Okay so, the gym closes at 10pm, choir was supposed to get out at 9pm, we ended up adjourning the board meeting at 9:35pm. The gym is 10 minutes away from the church and I was thinking I should be able to get in a good 15 minutes of heart-pounding cardio. This of course is coming from the guy that has been paying for his gym membership for a little over 8 months and been twice, once to sign up and a second time to walk for 30 minutes on the treadmill. Don’t say it, I know. I busted out of the church into a blast of cold rain, ran across the street, fired up the “Vue”, threw it in the drive and rocketed out of the parking lot. I remember thinking, “Kick ass, you are going to make it!”. Catherine called and asked what my ETA was and I announced proudly, “I think I am actually going to make it to the gym, I mean I am really doing this.” She congratulated me, although she sounded a little disappointed that I wasn’t going to be able to give her a foot massage because she was going to crash.

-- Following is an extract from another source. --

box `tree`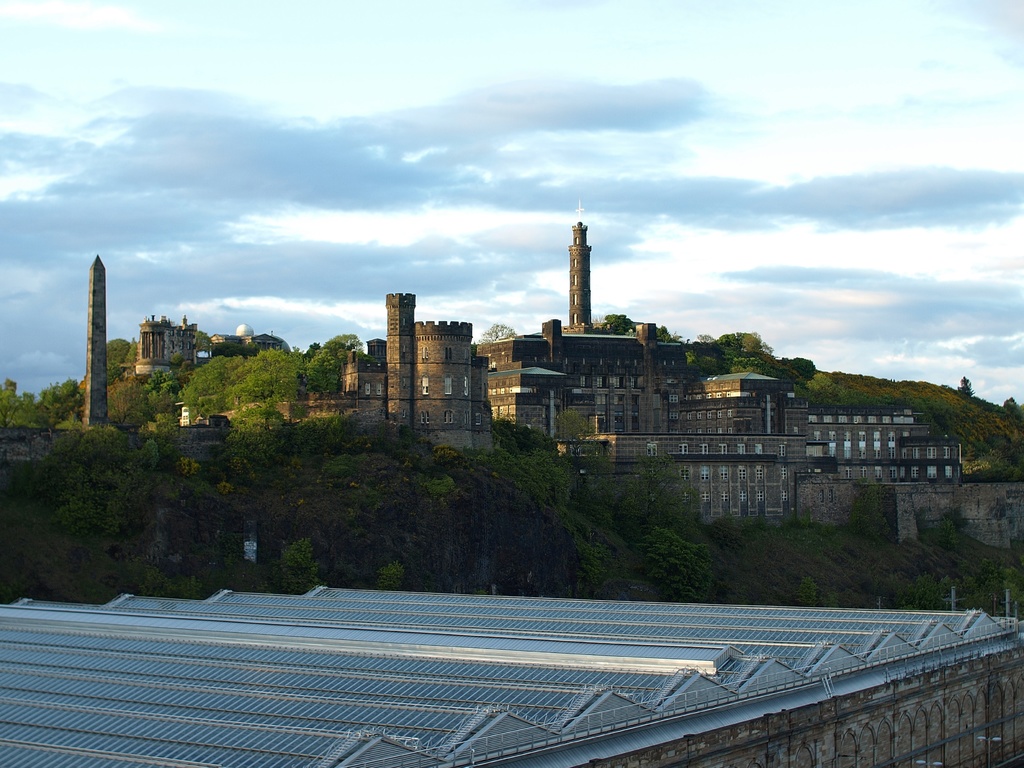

After the initial hang up of having the meeting delaying me everything started to flow like water down an unencumbered stream. Traffic parted in front of me like the Red Sea parting for Moses. I pulled into the parking lot at 20 minutes to 10. My tires were screeched on the wet pavement as I pressed hard on the break. In a single fluid motion I turned the car off, unhooked my seat belt, and grabbed my “exercise” bag. I marched, with my head high, into the gym and flashed my still crispy ID to the polite smile staring at me from behind the front counter. I pointed myself toward the locker room and started to change when it hit me. My stomach churned and gurgled stopping me dead in my tracks. I closed my eyes and took in a deep breath and quietly said to myself, “Okay, Ryan this is not a problem, just a little hiccup. Just take five, get rid of some negative karma, finish changing and go sweat off the pounds big guy…” Yes I actually said that out loud to myself.

So there I was, sweating nervously, hoping I still had a few minutes before they kicked me out, when the bathroom goes dark followed by some giggling echoing from the hallway outside the locker room. I let out a pathetic “Hey…” and they flick the lights back on for me. By the time I make it out of the bathroom and into the gym the entire complex is dark and the staff is waiting to leave at the exit, for me!.

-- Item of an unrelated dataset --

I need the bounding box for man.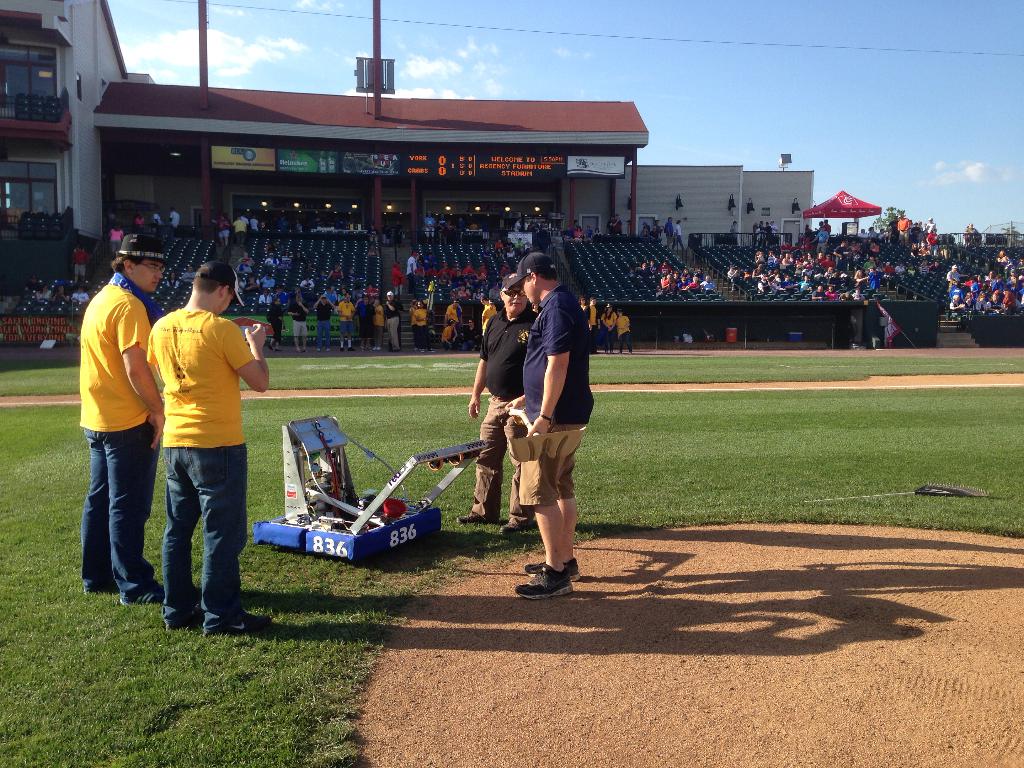
Here it is: {"left": 767, "top": 251, "right": 780, "bottom": 266}.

All in all I would say it went well?

Posted by: rufuskrayola | July 14, 2008

Head first…

After more than twenty years of struggling with my weight I am finally leaping off of the diving board head first into the deep end. On July 16, 2008 I am having gastric bypass surgery. I have spent the last three years fighting with medical complications that have worked against my trying to lose weight in “traditional sense”. 

I’m supposed to be really excited about this, right?  Everyone that goes through with this talks about how happy they are now that they have done it, and how much their life has changed.  So, why am I still a little apprehensive. Maybe its because I have lived with this body for so damned long that it is hard to imagine anything else. You know the horrible thing is I can’t even fathom what it is like to sit comfortably in a chair at the movie theater or even go shopping for clothes at a store without the words big or tall in the name. Not to mention the idea of buying only one seat for myself when I fly.

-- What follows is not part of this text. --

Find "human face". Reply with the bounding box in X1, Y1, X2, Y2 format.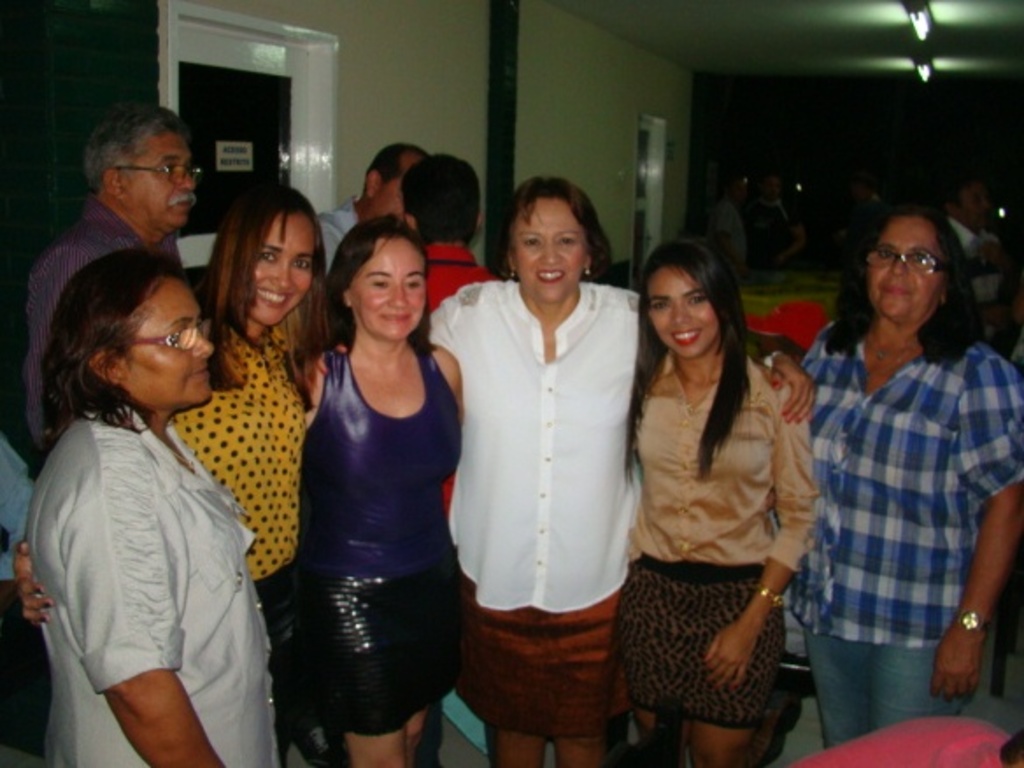
130, 275, 209, 407.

So how do you adjust? Someone told me I am going to see who my true friends have been. Then again, what if people react to who I was. Sure my hope is that I will still be the same person, just that I will have more confidence and actually be comfortable in my own skin. That’s the thought anyway.

So tomorrow I get to drink this lovely stuff that clears out my system. Needless to say I am taking the day off as I can’t imagine I am going to be all that productive when I am running back and forth to the bathroom, nuff said. 

Wednesday is D-Day. I have to be at Evanston Northwestern Hospital at 6am to check in. I am lucky to have an amazing surgeon, Dr. Constantine Frantzides, perform the procedure They are saying I will be out of the surgery and in recovery by noon.

I am going to try and update this as often as possible and hopefully post a few pics and videos along the way.